There was high drama at the start of proceedings as Republicans formally objected after speaker Nancy Pelosi of California said during a floor speech that Trump's tweets were "racist." Led by representative Doug Collins of Georgia, Republicans moved to have her words stricken from the record, a rare procedural rebuke.
After a delay exceeding 90 minutes, the No. 2 House Democrat Steny Hoyer of Maryland said Pelosi had indeed violated a House rule against characterising an action as racist. Hoyer was presiding after representative Emanuel Cleaver of Missouri stormed away from the presiding officer's chair, lamenting, "We want to just fight," apparently aimed at Republicans. Even so, Democrats flexed their muscle and the House voted afterward by party line to leave Pelosi's words intact in the record.
"They represent a dark underbelly in this country of people who are not respecting our troops, are not giving them the resources and respect that they deserve. They voted against the military aid."
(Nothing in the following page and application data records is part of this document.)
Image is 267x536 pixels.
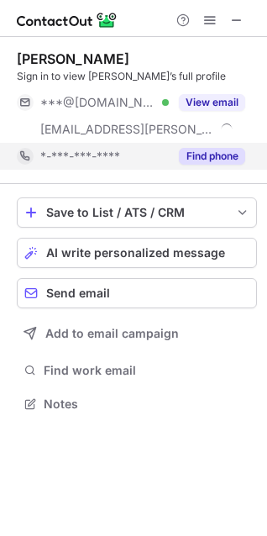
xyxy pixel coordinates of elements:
div: Save to List / ATS / CRM [46,206,228,219]
button: Find work email [17,359,257,382]
button: Reveal Button [179,94,245,111]
span: Add to email campaign [45,327,179,340]
button: Add to email campaign [17,318,257,349]
span: [EMAIL_ADDRESS][PERSON_NAME][DOMAIN_NAME] [40,122,215,137]
span: ***@[DOMAIN_NAME] [40,95,156,110]
span: Send email [46,286,110,300]
span: Find work email [44,363,250,378]
div: [PERSON_NAME] [17,50,129,67]
button: AI write personalized message [17,238,257,268]
button: Reveal Button [179,148,245,165]
button: Notes [17,392,257,416]
div: Sign in to view [PERSON_NAME]’s full profile [17,69,257,84]
button: Send email [17,278,257,308]
span: AI write personalized message [46,246,225,260]
button: save-profile-one-click [17,197,257,228]
span: Notes [44,397,250,412]
img: ContactOut v5.3.10 [17,10,118,30]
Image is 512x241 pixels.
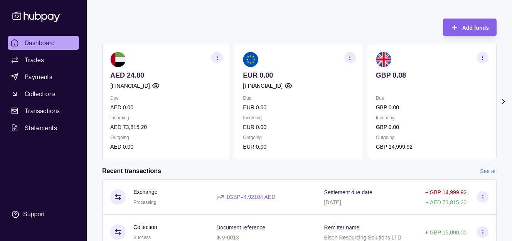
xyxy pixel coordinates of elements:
[376,123,489,131] p: GBP 0.00
[324,224,360,230] p: Remitter name
[25,123,57,132] span: Statements
[226,192,275,201] p: 1 GBP = 4.92104 AED
[376,52,392,67] img: gb
[133,199,156,205] span: Processing
[216,234,239,240] p: INV-0013
[110,52,126,67] img: ae
[8,36,79,50] a: Dashboard
[324,199,341,205] p: [DATE]
[110,94,223,102] p: Due
[25,89,56,98] span: Collections
[110,133,223,142] p: Outgoing
[376,71,489,79] p: GBP 0.08
[480,167,497,175] a: See all
[243,113,356,122] p: Incoming
[23,210,45,218] div: Support
[426,199,467,205] p: + AED 73,815.20
[243,52,258,67] img: eu
[110,81,150,90] p: [FINANCIAL_ID]
[110,113,223,122] p: Incoming
[110,71,223,79] p: AED 24.80
[102,167,161,175] h2: Recent transactions
[376,142,489,151] p: GBP 14,999.92
[243,94,356,102] p: Due
[8,87,79,101] a: Collections
[376,94,489,102] p: Due
[376,113,489,122] p: Incoming
[216,224,265,230] p: Document reference
[8,121,79,135] a: Statements
[133,223,157,231] p: Collection
[110,123,223,131] p: AED 73,815.20
[25,72,52,81] span: Payments
[25,106,60,115] span: Transactions
[8,53,79,67] a: Trades
[110,103,223,111] p: AED 0.00
[8,206,79,222] a: Support
[243,71,356,79] p: EUR 0.00
[133,187,157,196] p: Exchange
[425,229,467,235] p: + GBP 15,000.00
[324,189,372,195] p: Settlement due date
[133,235,151,240] span: Success
[8,104,79,118] a: Transactions
[243,81,283,90] p: [FINANCIAL_ID]
[376,103,489,111] p: GBP 0.00
[376,133,489,142] p: Outgoing
[243,123,356,131] p: EUR 0.00
[243,133,356,142] p: Outgoing
[243,142,356,151] p: EUR 0.00
[243,103,356,111] p: EUR 0.00
[463,25,489,31] span: Add funds
[8,70,79,84] a: Payments
[110,142,223,151] p: AED 0.00
[25,55,44,64] span: Trades
[425,189,467,195] p: − GBP 14,999.92
[324,234,402,240] p: Bison Resourcing Solutions LTD
[25,38,55,47] span: Dashboard
[443,19,497,36] button: Add funds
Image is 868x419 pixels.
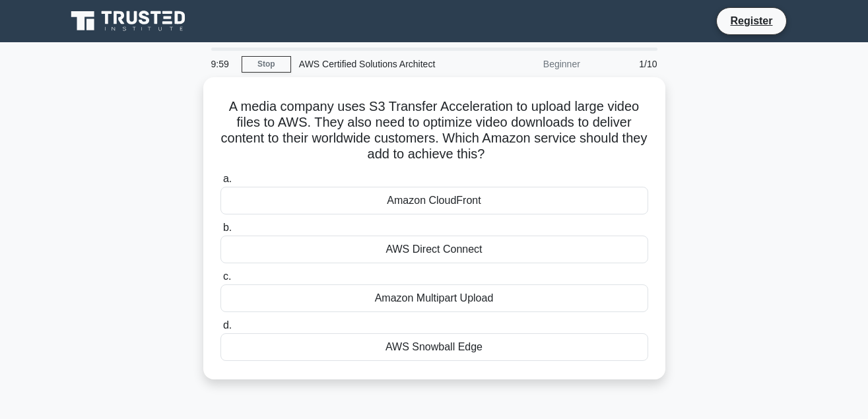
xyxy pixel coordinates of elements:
a: Stop [242,56,291,72]
a: Register [723,12,781,29]
div: Beginner [473,51,589,78]
div: AWS Certified Solutions Architect [291,51,473,78]
div: Amazon CloudFront [220,186,649,215]
span: c. [223,270,231,282]
div: 9:59 [203,51,242,78]
div: 1/10 [589,51,665,78]
div: AWS Snowball Edge [220,333,649,361]
h5: A media company uses S3 Transfer Acceleration to upload large video files to AWS. They also need ... [219,98,649,163]
span: a. [223,173,232,185]
span: b. [223,222,232,233]
span: d. [223,319,232,331]
div: AWS Direct Connect [220,235,649,263]
div: Amazon Multipart Upload [220,284,649,312]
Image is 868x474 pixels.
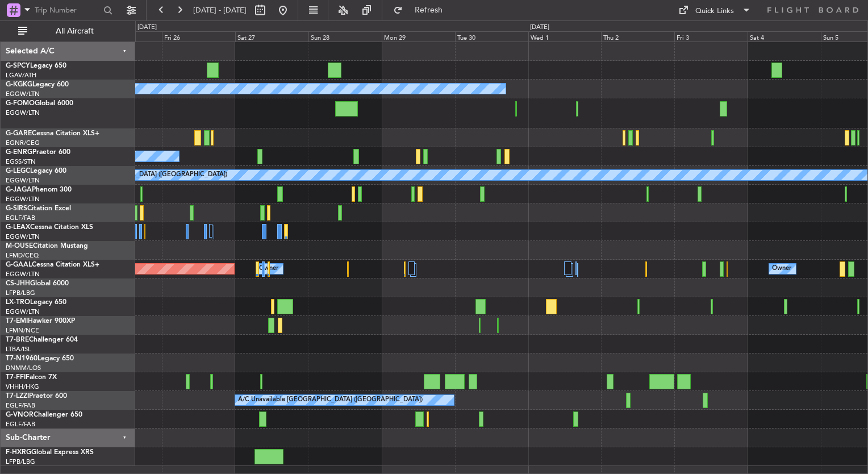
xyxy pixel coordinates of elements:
a: G-KGKGLegacy 600 [6,81,69,88]
a: T7-FFIFalcon 7X [6,374,56,381]
a: EGGW/LTN [6,108,40,117]
a: T7-N1960Legacy 650 [6,355,73,362]
a: G-GAALCessna Citation XLS+ [6,261,100,269]
a: EGGW/LTN [6,307,40,316]
span: LX-TRO [6,299,30,306]
a: G-FOMOGlobal 6000 [6,100,73,106]
a: G-GARECessna Citation XLS+ [6,130,100,137]
a: DNMM/LOS [6,364,40,372]
a: G-SPCYLegacy 650 [6,62,67,70]
a: F-HXRGGlobal Express XRS [6,449,94,456]
a: LFMN/NCE [6,326,40,335]
div: Sat 4 [747,31,821,41]
a: EGGW/LTN [6,233,40,241]
span: G-SPCY [6,62,30,70]
a: EGLF/FAB [6,420,35,429]
div: Wed 1 [528,31,602,41]
span: T7-FFI [6,374,25,381]
span: G-LEAX [6,224,30,231]
a: LFPB/LBG [6,458,35,466]
div: Owner [259,260,279,277]
a: G-VNORChallenger 650 [6,412,82,418]
a: LTBA/ISL [6,345,31,353]
span: G-VNOR [6,412,34,418]
a: G-JAGAPhenom 300 [6,187,72,193]
div: Mon 29 [381,31,455,41]
a: EGGW/LTN [6,195,40,204]
a: CS-JHHGlobal 6000 [6,280,69,287]
span: G-KGKG [6,81,32,88]
div: Fri 26 [162,31,235,41]
span: G-ENRG [6,149,32,155]
span: G-FOMO [6,100,35,106]
span: F-HXRG [6,449,31,456]
span: G-GARE [6,130,32,137]
div: Owner [772,260,791,277]
input: Trip Number [35,2,100,19]
a: T7-BREChallenger 604 [6,336,78,343]
span: [DATE] - [DATE] [193,5,247,15]
a: G-SIRSCitation Excel [6,205,71,212]
span: CS-JHH [6,280,30,287]
div: Fri 3 [674,31,747,41]
a: VHHH/HKG [6,383,40,391]
a: EGGW/LTN [6,90,40,98]
a: EGGW/LTN [6,176,40,185]
a: T7-EMIHawker 900XP [6,318,75,324]
a: LGAV/ATH [6,71,37,79]
a: LFPB/LBG [6,288,35,297]
span: T7-EMI [6,318,28,324]
span: T7-LZZI [6,393,29,400]
button: Quick Links [672,1,756,20]
div: Sat 27 [235,31,309,41]
a: G-ENRGPraetor 600 [6,149,71,155]
span: All Aircraft [29,27,120,35]
span: T7-BRE [6,336,29,343]
div: Tue 30 [455,31,528,41]
span: T7-N1960 [6,355,38,362]
div: [DATE] [530,23,549,32]
a: EGGW/LTN [6,270,40,279]
span: G-GAAL [6,261,32,269]
span: G-LEGC [6,168,30,174]
a: EGNR/CEG [6,139,40,147]
div: Sun 28 [309,31,381,41]
span: Refresh [405,7,453,14]
span: G-JAGA [6,187,32,193]
div: Thu 2 [601,31,674,41]
span: M-OUSE [6,243,33,250]
span: G-SIRS [6,205,27,212]
div: [DATE] [137,23,156,32]
a: EGSS/STN [6,157,36,166]
div: A/C Unavailable [GEOGRAPHIC_DATA] ([GEOGRAPHIC_DATA]) [238,392,423,409]
a: M-OUSECitation Mustang [6,243,88,250]
button: Refresh [388,1,456,20]
a: EGLF/FAB [6,401,35,410]
a: G-LEGCLegacy 600 [6,168,67,174]
a: EGLF/FAB [6,214,35,222]
button: All Aircraft [12,23,123,41]
a: G-LEAXCessna Citation XLS [6,224,93,231]
div: Quick Links [695,6,733,17]
a: LX-TROLegacy 650 [6,299,67,306]
a: LFMD/CEQ [6,252,39,260]
a: T7-LZZIPraetor 600 [6,393,67,400]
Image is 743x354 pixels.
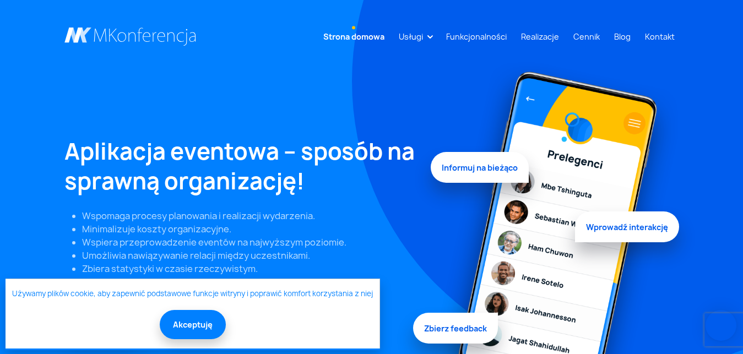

The Central American nations are embroiled in a migration crisis in which thousands of people have fled poverty, violence and corruption, crossing Mexico in the hope of finding a better life in the US, only to find themselves running up against Trump's "zero tolerance" immigration policies of family separation and squalid detention centres at the border.
The money will instead be used for salaries, airfare, propaganda, technical assistance for elections and “good governance” training for Venezuelan opposition leader Juan Guaido and his faction, who have challenged embattled incumbent Nicolas Maduro for the presidency.
Bennie Thompson, the chairman of the House Homeland Security Committee, has asked the Capitol police board to change the way it assesses the risk of violence directed at politicians in the wake of the tweets.
Officials should institute “thresholds for enhanced security for certain targeted members, and evaluate threat streams with law enforcement partners in member districts”, he said in a letter seen by The Independent.
“Being proactive in this instance is vital to the safety of not only these targeted members, but all members of Congress”, he said, adding that Mr Trump’s tweets “should not be taken lightly” and could precipitate assaults on politicians.